Aside from overwhelming guilt, I also knew I was in big trouble.  In our house, there was never such thing as an “accident”.   If milk was spilled at the dinner table (and with six kids, it often was), it was spilled because someone was “horsing around”.  If something got torn or broken, it was because someone didn’t care how many hours Daddy had to work to pay for things.  And, if someone got hurt, it was because someone else was just being mean.

I wasn’t allowed to come near you.  I sat, sobbing to sniffling and back to sobbing, in the living room waiting for Dad to come home in answer to Mom’s call that “Connie ripped Markie’s mouth with a clothes hanger”, somehow making it sound like a planned action.  I only feared disappointment from Daddy, as it was his strict belief and rule, that girls should never be spanked.  I hated the thought that he would be upset and disappointed with me for what I had done.  But, he was a reasonable man and I was certain that he would understand the situation as I explained.  Not so.

No explanation on my part was solicited or allowed.  As I was ready to defend myself to Daddy, I was told to shut up and get in the car.  I had no shoes on as was the custom for most kids on a sunny Colorado summer day.  I dutifully followed instructions and walked barefoot to the car and slid in the back seat.  I never questioned where we were going – actually, never even thought to do so.  But what happened next left me shaken and wounded both physically and mentally.

The State Home and Training School located in what was then the far outskirts of town, consisted of several buildings housing and educating around 800 adults and children with different levels of what was then referred to as “mental retardation”.  I volunteered close to 100 hours at the facility in my teen years, but at the age of six, I was totally unaware of the building and its use.  So, when my Daddy told me that high fenced compound was an orphanage, what else was I to believe?  The gates were locked and no car was allowed to enter without a security code.  But, what I was told was that the gate was closed for the day, and since I was being given to the orphanage, I would need to wait until they “opened” in the morning.  Since I had no shoes, Daddy carried me over to a concrete slab outside the fence which was probably about nine square feet, stood me up, returned back to the car and drove away.  I remember standing for quite a while, watching for the car to appear.  After about an hour, I started to cry while walking around the little slab and then sat for a few minutes and then resume pacing.  Since it was early evening when Daddy even got home from work, the sun was now beginning to set.  It wasn’t near dark, but being such a prissy little girl who was deathly afraid of any kind of bug, terror fully encompassed me.  It was getting darker still, so that I could not see more than a few feet in front of my face, when I saw headlights approaching.  I desperately wanted it to be Daddy so I could back to the safety of my bedroom.  By the same token, I was furious that my normally over-protective father would place me in that type of situation.  He knew how afraid I was of insects and lizards, and yet he left me there with no protection.  And worse yet, I felt insecure, unloved, and unnecessary.  There were other occurrences between my Daddy and I; and each one of these chipped away at my self-esteem and for my entire life, I tried to build myself up in his eyes.  I never really thought I did.

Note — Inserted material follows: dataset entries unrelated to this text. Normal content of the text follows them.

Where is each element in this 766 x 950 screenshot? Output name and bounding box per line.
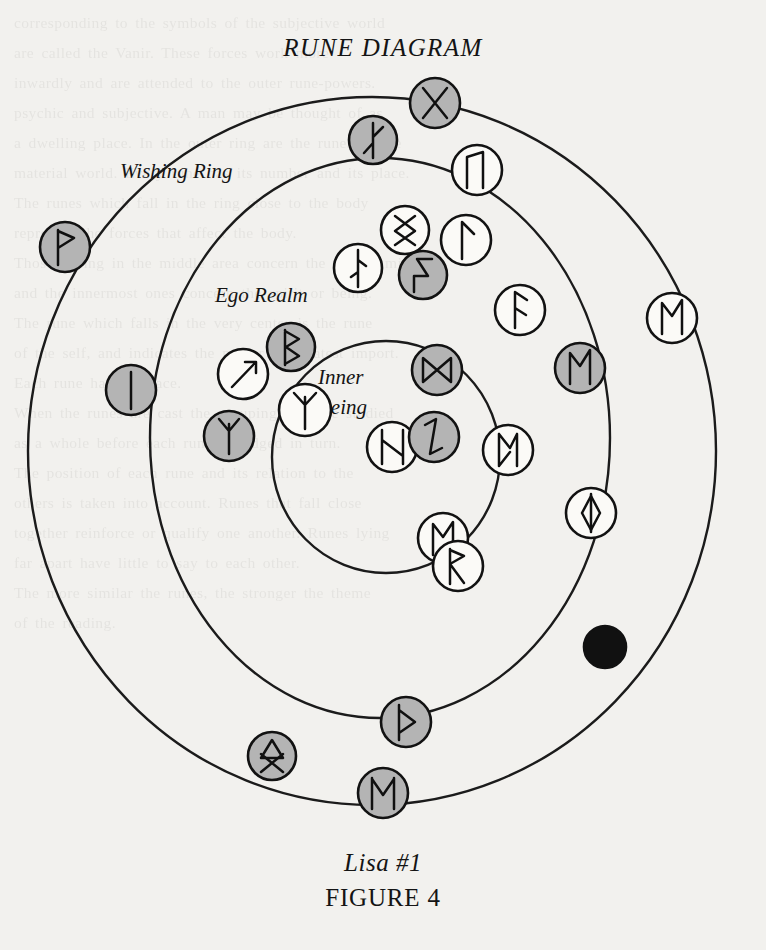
ring-label-wishing: Wishing Ring bbox=[120, 159, 233, 183]
rune-token-laguz-z[interactable] bbox=[409, 412, 459, 462]
rune-token-raido[interactable] bbox=[433, 541, 483, 591]
rune-diagram-figure: RUNE DIAGRAM Wishing Ring Ego Realm Inne… bbox=[0, 0, 766, 950]
rune-token-isa[interactable] bbox=[106, 365, 156, 415]
rune-token-tiwaz-arrow[interactable] bbox=[218, 349, 268, 399]
figure-label: FIGURE 4 bbox=[0, 884, 766, 912]
rune-token-gebo[interactable] bbox=[410, 78, 460, 128]
rune-token-laguz-a[interactable] bbox=[441, 215, 491, 265]
rune-token-perthro[interactable] bbox=[483, 425, 533, 475]
ring-label-inner-1: Inner bbox=[317, 365, 364, 389]
rune-token-blank[interactable] bbox=[584, 626, 626, 668]
rune-token-algiz-a[interactable] bbox=[349, 116, 397, 164]
rune-token-ehwaz-r[interactable] bbox=[647, 293, 697, 343]
rune-token-inguz-x[interactable] bbox=[381, 206, 429, 254]
rune-token-thurisaz[interactable] bbox=[381, 697, 431, 747]
rune-token-ansuz[interactable] bbox=[495, 285, 545, 335]
rune-token-wunjo[interactable] bbox=[40, 222, 90, 272]
rune-token-uruz[interactable] bbox=[452, 145, 502, 195]
figure-subtitle: Lisa #1 bbox=[0, 849, 766, 877]
rune-token-berkana[interactable] bbox=[267, 323, 315, 371]
rune-token-laguz-i[interactable] bbox=[334, 244, 382, 292]
rune-token-sowilo[interactable] bbox=[399, 251, 447, 299]
rune-token-algiz-y2[interactable] bbox=[204, 411, 254, 461]
rune-diagram-svg: Wishing Ring Ego Realm Inner Being bbox=[0, 0, 766, 950]
rune-token-ehwaz-m[interactable] bbox=[358, 768, 408, 818]
rune-token-dagaz[interactable] bbox=[412, 345, 462, 395]
rune-token-othala[interactable] bbox=[248, 732, 296, 780]
rune-token-inguz-o[interactable] bbox=[566, 488, 616, 538]
rune-token-ehwaz-r2[interactable] bbox=[555, 343, 605, 393]
ring-label-ego: Ego Realm bbox=[214, 283, 308, 307]
rune-token-algiz-y1[interactable] bbox=[279, 384, 331, 436]
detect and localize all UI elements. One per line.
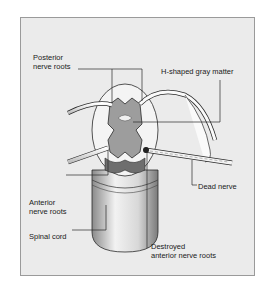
label-line: Destroyed: [151, 242, 216, 251]
label-line: Posterior: [33, 53, 71, 62]
label-line: Anterior: [29, 198, 67, 207]
label-destroyed-anterior-nerve-roots: Destroyed anterior nerve roots: [151, 242, 216, 260]
label-dead-nerve: Dead nerve: [198, 182, 237, 191]
label-line: nerve roots: [29, 207, 67, 216]
spinal-cord-illustration: [0, 0, 267, 292]
label-line: anterior nerve roots: [151, 251, 216, 260]
gray-matter-h-shape: [105, 98, 145, 173]
label-anterior-nerve-roots: Anterior nerve roots: [29, 198, 67, 216]
label-spinal-cord: Spinal cord: [29, 232, 67, 241]
label-gray-matter: H-shaped gray matter: [161, 67, 234, 76]
label-line: nerve roots: [33, 62, 71, 71]
label-posterior-nerve-roots: Posterior nerve roots: [33, 53, 71, 71]
spinal-cord-cylinder: [92, 170, 158, 252]
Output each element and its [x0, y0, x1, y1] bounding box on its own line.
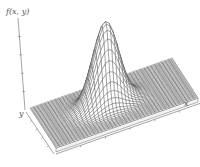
- surface-plot: [0, 0, 200, 167]
- z-axis-label: f(x, y): [6, 8, 29, 16]
- x-axis-label: x: [184, 100, 189, 108]
- y-axis-label: y: [19, 110, 24, 118]
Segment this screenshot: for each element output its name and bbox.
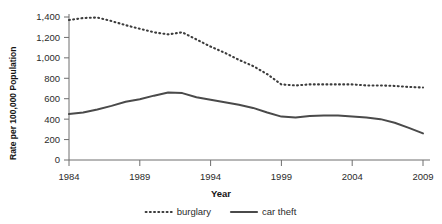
y-tick-label: 1,200 [36,32,60,43]
y-axis-tick-group: 02004006008001,0001,2001,400 [36,11,69,165]
legend-label-car-theft: car theft [262,206,297,217]
x-tick-label: 1994 [200,171,221,182]
y-axis-title: Rate per 100,000 Population [8,47,18,160]
x-tick-label: 2004 [342,171,363,182]
y-tick-label: 600 [44,93,60,104]
chart-legend: burglarycar theft [146,206,297,217]
y-tick-label: 0 [55,154,60,165]
y-tick-label: 400 [44,114,60,125]
series-group [69,18,423,134]
legend-label-burglary: burglary [177,206,212,217]
x-tick-label: 1989 [129,171,150,182]
series-line-burglary [69,18,423,88]
x-tick-label: 1984 [58,171,79,182]
y-tick-label: 800 [44,73,60,84]
y-axis-title-group: Rate per 100,000 Population [8,47,18,160]
y-tick-label: 200 [44,134,60,145]
line-chart: Rate per 100,000 Population 020040060080… [0,0,442,224]
y-tick-label: 1,000 [36,52,60,63]
series-line-car-theft [69,93,423,134]
x-tick-label: 2009 [412,171,433,182]
x-tick-label: 1999 [271,171,292,182]
chart-container: Rate per 100,000 Population 020040060080… [0,0,442,224]
x-axis-tick-group: 198419891994199920042009 [58,160,433,182]
x-axis-title: Year [211,188,231,199]
y-tick-label: 1,400 [36,11,60,22]
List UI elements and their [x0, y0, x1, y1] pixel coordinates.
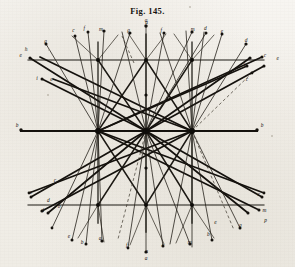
sec-ray-tn-c-2 — [146, 34, 166, 60]
sec-ray-bn-c-1 — [130, 205, 146, 245]
ray-label: i — [36, 75, 38, 81]
ray-label: m — [262, 207, 266, 213]
ray-label: d — [204, 25, 207, 31]
ray-label: h — [244, 62, 247, 68]
terminal-dot — [71, 239, 74, 242]
ray-label: c — [264, 52, 267, 58]
terminal-dot — [248, 56, 251, 59]
heavy-ray-lr-3 — [98, 131, 264, 193]
ray-label: g — [239, 222, 242, 228]
fine-ray-rh-5 — [192, 44, 246, 131]
ray-label: f — [84, 25, 87, 31]
terminal-dot — [251, 72, 254, 75]
sec-ray-bn-c-2 — [146, 205, 164, 244]
ray-label: e — [221, 28, 224, 34]
paper-speck — [48, 49, 50, 51]
terminal-dot — [41, 78, 44, 81]
hub-node-center — [143, 128, 149, 134]
terminal-dot — [258, 209, 261, 212]
axis-end-dot-right — [255, 128, 258, 131]
grid-node-top-right — [190, 58, 194, 62]
ray-label: d — [245, 37, 248, 43]
terminal-dot — [74, 35, 77, 38]
ray-label: b — [207, 231, 210, 237]
axis-end-dot-left — [19, 128, 22, 131]
fine-ray-lh-9 — [52, 131, 98, 228]
hub-node-right — [189, 128, 195, 134]
ray-label: e — [19, 52, 22, 58]
terminal-dot — [85, 243, 88, 246]
grid-node-bottom-left — [96, 203, 100, 207]
sec-ray-bn-l-1 — [78, 205, 98, 238]
heavy-ray-lr-2 — [98, 131, 259, 210]
axis-label-right-b: b — [261, 122, 264, 128]
grid-node-top-left — [96, 58, 100, 62]
ray-label: c — [72, 27, 75, 33]
grid-node-bottom-right — [190, 203, 194, 207]
axis-label-bottom-a: a — [145, 255, 148, 261]
ray-label: a — [99, 235, 102, 241]
fine-ray-lh-6 — [72, 131, 98, 240]
grid-node-mid-lower — [144, 166, 147, 169]
ray-label: a — [145, 248, 148, 254]
sec-ray-tn-l-1 — [72, 36, 98, 60]
ray-label: e — [68, 233, 71, 239]
heavy-ray-ul-4 — [53, 79, 192, 131]
terminal-dot — [30, 196, 33, 199]
fine-ray-rh-3 — [192, 32, 204, 131]
ray-label: p — [263, 217, 267, 223]
figure-diagram: b b a a ehgcfmgfamdedcehcieceddbebafacmb… — [0, 0, 295, 267]
ray-label: g — [44, 38, 47, 44]
ray-label: g — [127, 27, 130, 33]
terminal-dot — [211, 239, 214, 242]
terminal-dot — [47, 212, 50, 215]
terminal-dot — [28, 56, 31, 59]
terminal-dot — [205, 32, 208, 35]
paper-speck — [271, 135, 273, 137]
ray-label: h — [25, 46, 28, 52]
terminal-dot — [263, 65, 266, 68]
paper-speck — [189, 6, 191, 8]
ray-label: m — [188, 239, 192, 245]
terminal-dot — [87, 31, 90, 34]
ray-label: b — [58, 203, 61, 209]
ray-label: b — [81, 239, 84, 245]
ray-label: e — [276, 55, 279, 61]
ray-label: d — [41, 207, 44, 213]
fine-ray-ch-4 — [146, 32, 192, 131]
terminal-dot — [163, 32, 166, 35]
paper-speck — [141, 152, 143, 154]
sec-ray-bn-r-1 — [176, 205, 192, 243]
sec-ray-tn-l-2 — [98, 35, 118, 60]
grid-node-mid-upper — [144, 93, 147, 96]
ray-label: d — [47, 197, 50, 203]
ray-label: e — [214, 219, 217, 225]
heavy-ray-ul-2 — [42, 79, 146, 131]
terminal-dot — [263, 192, 266, 195]
axis-label-left-b: b — [16, 122, 19, 128]
ray-label: m — [99, 26, 103, 32]
ray-label: c — [162, 242, 165, 248]
heavy-ray-ll-3 — [29, 131, 192, 193]
terminal-dot — [247, 212, 250, 215]
paper-speck — [47, 94, 49, 96]
grid-node-bottom-center — [144, 203, 148, 207]
terminal-dot — [261, 196, 264, 199]
principal-axis — [19, 128, 258, 131]
hub-node-left — [95, 128, 101, 134]
ray-label: a — [145, 19, 148, 25]
sec-ray-bn-r-2 — [192, 205, 214, 238]
terminal-dot — [51, 227, 54, 230]
ray-label: m — [191, 26, 195, 32]
grid-node-top-center — [144, 58, 148, 62]
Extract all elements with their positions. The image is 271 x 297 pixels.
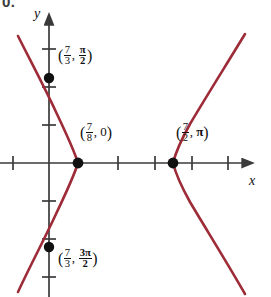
paren-close: ) [203, 124, 208, 141]
point-label-lower-left: (73, 3π2) [58, 248, 98, 271]
paren-close: ) [87, 47, 92, 64]
fraction-denominator: 2 [182, 133, 189, 144]
paren-open: ( [58, 250, 63, 267]
fraction-denominator: 8 [86, 133, 93, 144]
fraction-seven-thirds: 73 [64, 45, 71, 68]
fraction-seven-eighths: 78 [86, 122, 93, 145]
fraction-seven-thirds: 73 [64, 248, 71, 271]
fraction-denominator: 2 [79, 259, 92, 270]
point-right-vertex-dot [168, 158, 179, 169]
fraction-denominator: 3 [64, 259, 71, 270]
fraction-denominator: 3 [64, 56, 71, 67]
x-axis-label: x [249, 173, 255, 189]
fraction-three-pi-over-two: 3π2 [79, 248, 92, 271]
polar-conic-figure: 0. [0, 0, 271, 297]
curve-right-branch [173, 34, 245, 294]
paren-open: ( [80, 124, 85, 141]
point-upper-left-dot [44, 73, 54, 83]
paren-open: ( [58, 47, 63, 64]
label-comma: , [190, 124, 193, 139]
fraction-denominator: 2 [79, 56, 87, 67]
plot-canvas [0, 0, 271, 297]
fraction-seven-halves: 72 [182, 122, 189, 145]
label-comma: , [94, 124, 97, 139]
point-label-left-vertex: (78, 0) [80, 122, 112, 145]
point-label-upper-left: (73, π2) [58, 45, 92, 68]
point-lower-left-dot [44, 242, 54, 252]
point-left-vertex-dot [73, 158, 84, 169]
label-comma: , [72, 47, 75, 62]
paren-open: ( [176, 124, 181, 141]
point-label-right-vertex: (72, π) [176, 122, 209, 145]
paren-close: ) [107, 124, 112, 141]
y-axis-label: y [34, 6, 40, 22]
label-comma: , [72, 250, 75, 265]
fraction-pi-over-two: π2 [79, 45, 87, 68]
paren-close: ) [92, 250, 97, 267]
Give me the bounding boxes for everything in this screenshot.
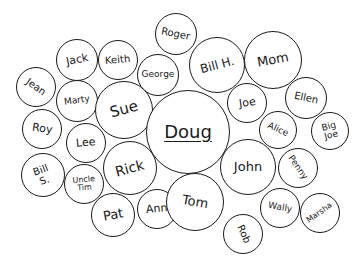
name-bubble-john: John bbox=[220, 139, 276, 195]
bubble-label: Doug bbox=[164, 123, 212, 142]
name-bubble-rob: Rob bbox=[223, 214, 263, 254]
bubble-label: Wally bbox=[267, 201, 292, 214]
name-bubble-bill-s: Bill S. bbox=[21, 153, 65, 197]
name-bubble-wally: Wally bbox=[260, 188, 300, 228]
name-bubble-jack: Jack bbox=[56, 39, 98, 81]
bubble-label: Joe bbox=[238, 96, 256, 110]
name-bubble-joe: Joe bbox=[227, 83, 267, 123]
name-bubble-big-joe: Big Joe bbox=[311, 112, 349, 150]
name-bubble-alice: Alice bbox=[259, 111, 297, 149]
bubble-label: Big Joe bbox=[321, 120, 340, 142]
bubble-label: George bbox=[142, 70, 175, 79]
name-bubble-lee: Lee bbox=[66, 123, 106, 163]
name-bubble-roger: Roger bbox=[155, 13, 197, 55]
bubble-label: Roy bbox=[31, 122, 53, 136]
bubble-label: Keith bbox=[105, 54, 131, 67]
name-bubble-ellen: Ellen bbox=[285, 77, 327, 119]
bubble-label: Marty bbox=[64, 95, 91, 108]
name-bubble-doug: Doug bbox=[146, 90, 230, 174]
name-bubble-pat: Pat bbox=[91, 193, 135, 237]
name-bubble-jean: Jean bbox=[16, 67, 56, 107]
bubble-label: Bill S. bbox=[32, 163, 53, 188]
bubble-label: Lee bbox=[76, 136, 96, 149]
bubble-label: Mom bbox=[256, 51, 290, 70]
bubble-label: Marsha bbox=[306, 201, 335, 225]
bubble-label: Ellen bbox=[293, 90, 319, 105]
bubble-label: Roger bbox=[161, 26, 192, 42]
bubble-label: Rob bbox=[234, 223, 252, 245]
name-bubble-sue: Sue bbox=[95, 81, 153, 139]
bubble-label: Ann bbox=[146, 202, 168, 215]
name-bubble-roy: Roy bbox=[22, 109, 62, 149]
name-bubble-rick: Rick bbox=[103, 141, 157, 195]
name-bubble-marsha: Marsha bbox=[300, 193, 340, 233]
name-bubble-tom: Tom bbox=[166, 173, 224, 231]
bubble-label: Penny bbox=[286, 154, 309, 182]
bubble-label: Alice bbox=[266, 121, 290, 139]
bubble-label: Jean bbox=[24, 77, 48, 98]
bubble-label: Uncle Tim bbox=[72, 175, 96, 194]
bubble-label: Pat bbox=[102, 207, 124, 224]
bubble-label: Rick bbox=[114, 157, 146, 179]
bubble-label: Tom bbox=[181, 193, 209, 211]
bubble-diagram: RogerJackKeithGeorgeBill H.MomJeanMartyS… bbox=[0, 0, 362, 263]
name-bubble-marty: Marty bbox=[56, 80, 98, 122]
bubble-label: Jack bbox=[65, 52, 89, 68]
bubble-label: Bill H. bbox=[199, 54, 236, 75]
bubble-label: Sue bbox=[108, 99, 139, 122]
bubble-label: John bbox=[234, 160, 262, 174]
name-bubble-penny: Penny bbox=[278, 148, 318, 188]
name-bubble-keith: Keith bbox=[98, 40, 138, 80]
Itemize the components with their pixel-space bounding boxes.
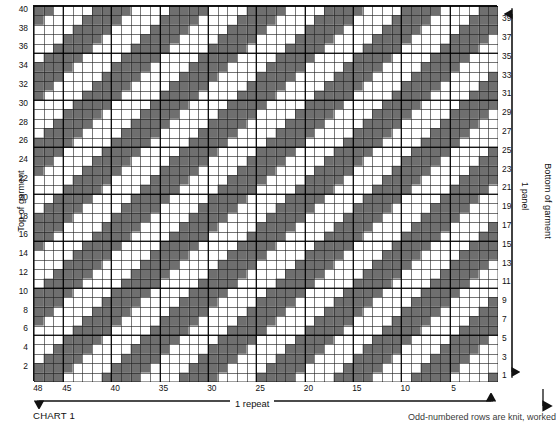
column-number: 15 bbox=[346, 383, 368, 393]
chart-figure: 403836343230282624222018161412108642 393… bbox=[0, 0, 556, 422]
row-number-left: 34 bbox=[2, 61, 28, 70]
row-number-left: 10 bbox=[2, 287, 28, 296]
chart-note: Odd-numbered rows are knit, worked bbox=[408, 412, 556, 422]
row-number-left: 4 bbox=[2, 343, 28, 352]
row-number-left: 40 bbox=[2, 5, 28, 14]
row-number-left: 36 bbox=[2, 42, 28, 51]
column-number: 45 bbox=[56, 383, 78, 393]
row-number-left: 38 bbox=[2, 24, 28, 33]
row-number-left: 28 bbox=[2, 118, 28, 127]
knitting-chart-grid bbox=[33, 5, 497, 381]
row-number-left: 2 bbox=[2, 362, 28, 371]
chart-cells-canvas bbox=[34, 6, 498, 382]
row-number-left: 6 bbox=[2, 324, 28, 333]
panel-label: 1 panel bbox=[519, 171, 531, 221]
column-number: 20 bbox=[298, 383, 320, 393]
column-number: 25 bbox=[249, 383, 271, 393]
column-number: 30 bbox=[201, 383, 223, 393]
row-number-left: 32 bbox=[2, 80, 28, 89]
row-number-left: 30 bbox=[2, 99, 28, 108]
row-number-left: 14 bbox=[2, 249, 28, 258]
row-number-left: 12 bbox=[2, 268, 28, 277]
column-number: 5 bbox=[443, 383, 465, 393]
column-number: 35 bbox=[153, 383, 175, 393]
column-number: 40 bbox=[104, 383, 126, 393]
bottom-of-garment-label: Bottom of garment bbox=[543, 151, 553, 251]
top-of-garment-label: Top of garment bbox=[16, 156, 26, 246]
direction-down-arrow-icon bbox=[534, 388, 554, 414]
repeat-label: 1 repeat bbox=[230, 398, 274, 409]
row-number-left: 26 bbox=[2, 136, 28, 145]
column-number: 10 bbox=[394, 383, 416, 393]
column-number: 48 bbox=[27, 383, 49, 393]
chart-title: CHART 1 bbox=[33, 410, 75, 421]
row-number-left: 8 bbox=[2, 306, 28, 315]
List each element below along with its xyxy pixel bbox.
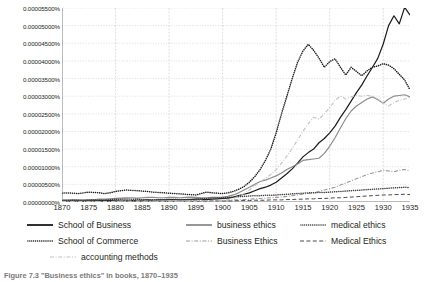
y-tick-label: 0.00002500% bbox=[2, 110, 60, 117]
x-tick-label: 1905 bbox=[241, 203, 258, 212]
ngram-figure: 0.00005500%0.00005000%0.00004500%0.00004… bbox=[0, 0, 425, 282]
legend-item-label: medical ethics bbox=[331, 220, 385, 230]
y-tick-label: 0.00005500% bbox=[2, 5, 60, 12]
legend-item-label: School of Commerce bbox=[58, 236, 138, 246]
y-tick-label: 0.00001000% bbox=[2, 163, 60, 170]
figure-caption: Figure 7.3 "Business ethics" in books, 1… bbox=[4, 271, 424, 280]
x-tick-label: 1920 bbox=[321, 203, 338, 212]
x-tick-label: 1870 bbox=[54, 203, 71, 212]
legend-item[interactable]: School of Commerce bbox=[27, 235, 138, 247]
legend-item[interactable]: medical ethics bbox=[300, 219, 385, 231]
y-tick-label: 0.00000500% bbox=[2, 181, 60, 188]
y-tick-label: 0.00004500% bbox=[2, 40, 60, 47]
legend-item[interactable]: Business Ethics bbox=[186, 235, 278, 247]
chart-plot-wrapper: 0.00005500%0.00005000%0.00004500%0.00004… bbox=[0, 0, 425, 212]
legend-line-swatch bbox=[27, 237, 53, 245]
chart-series-lines bbox=[62, 8, 410, 202]
legend-item-label: School of Business bbox=[58, 220, 131, 230]
legend-item-label: accounting methods bbox=[81, 252, 158, 262]
x-tick-label: 1875 bbox=[80, 203, 97, 212]
chart-plot-area bbox=[62, 8, 410, 202]
x-axis-tick-labels: 1870187518801885189018951900190519101915… bbox=[0, 203, 425, 217]
legend-line-swatch bbox=[27, 221, 53, 229]
x-tick-label: 1930 bbox=[375, 203, 392, 212]
series-line bbox=[62, 95, 410, 201]
y-tick-label: 0.00005000% bbox=[2, 22, 60, 29]
series-line bbox=[62, 44, 410, 195]
y-axis-tick-labels: 0.00005500%0.00005000%0.00004500%0.00004… bbox=[0, 0, 60, 212]
x-tick-label: 1890 bbox=[161, 203, 178, 212]
x-tick-label: 1880 bbox=[107, 203, 124, 212]
x-tick-label: 1910 bbox=[268, 203, 285, 212]
y-tick-label: 0.00002000% bbox=[2, 128, 60, 135]
legend-line-swatch bbox=[186, 221, 212, 229]
legend-line-swatch bbox=[186, 237, 212, 245]
y-tick-label: 0.00003000% bbox=[2, 93, 60, 100]
chart-legend: School of Businessbusiness ethicsmedical… bbox=[0, 219, 425, 267]
legend-item[interactable]: accounting methods bbox=[50, 251, 158, 263]
series-line bbox=[62, 95, 410, 200]
y-tick-label: 0.00004000% bbox=[2, 57, 60, 64]
x-tick-label: 1900 bbox=[214, 203, 231, 212]
legend-line-swatch bbox=[300, 237, 326, 245]
x-tick-label: 1885 bbox=[134, 203, 151, 212]
legend-item-label: business ethics bbox=[217, 220, 276, 230]
legend-item[interactable]: business ethics bbox=[186, 219, 276, 231]
x-tick-label: 1895 bbox=[187, 203, 204, 212]
x-tick-label: 1925 bbox=[348, 203, 365, 212]
y-tick-label: 0.00001500% bbox=[2, 146, 60, 153]
legend-line-swatch bbox=[300, 221, 326, 229]
x-tick-label: 1915 bbox=[294, 203, 311, 212]
x-tick-label: 1935 bbox=[402, 203, 419, 212]
legend-line-swatch bbox=[50, 253, 76, 261]
legend-item[interactable]: Medical Ethics bbox=[300, 235, 386, 247]
legend-item-label: Medical Ethics bbox=[331, 236, 386, 246]
legend-item-label: Business Ethics bbox=[217, 236, 278, 246]
y-tick-label: 0.00003500% bbox=[2, 75, 60, 82]
legend-item[interactable]: School of Business bbox=[27, 219, 131, 231]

Daddy remained seated in the driver’s seat staring ahead at the empty road.  I waited for a moment before I walked barefoot through the thistles and atop the jagged little rocks, fearing that if I approached the car uninvited, I would be turned away.  The drive home took about thirty minutes.  I ran from the car into the house and immediately drew a warm bubble bath to soak the dirt from my feet and the pain in my heart before I could settle into my bed for the night.  I do not recall either parent speaking to me about that day and night ever again.  It was as though nothing ever happened.

The next morning I was happily awakened by your little hands resting on my cheeks and your toddler words “wake up, Sissy.  I hungry!”  Music to my heart.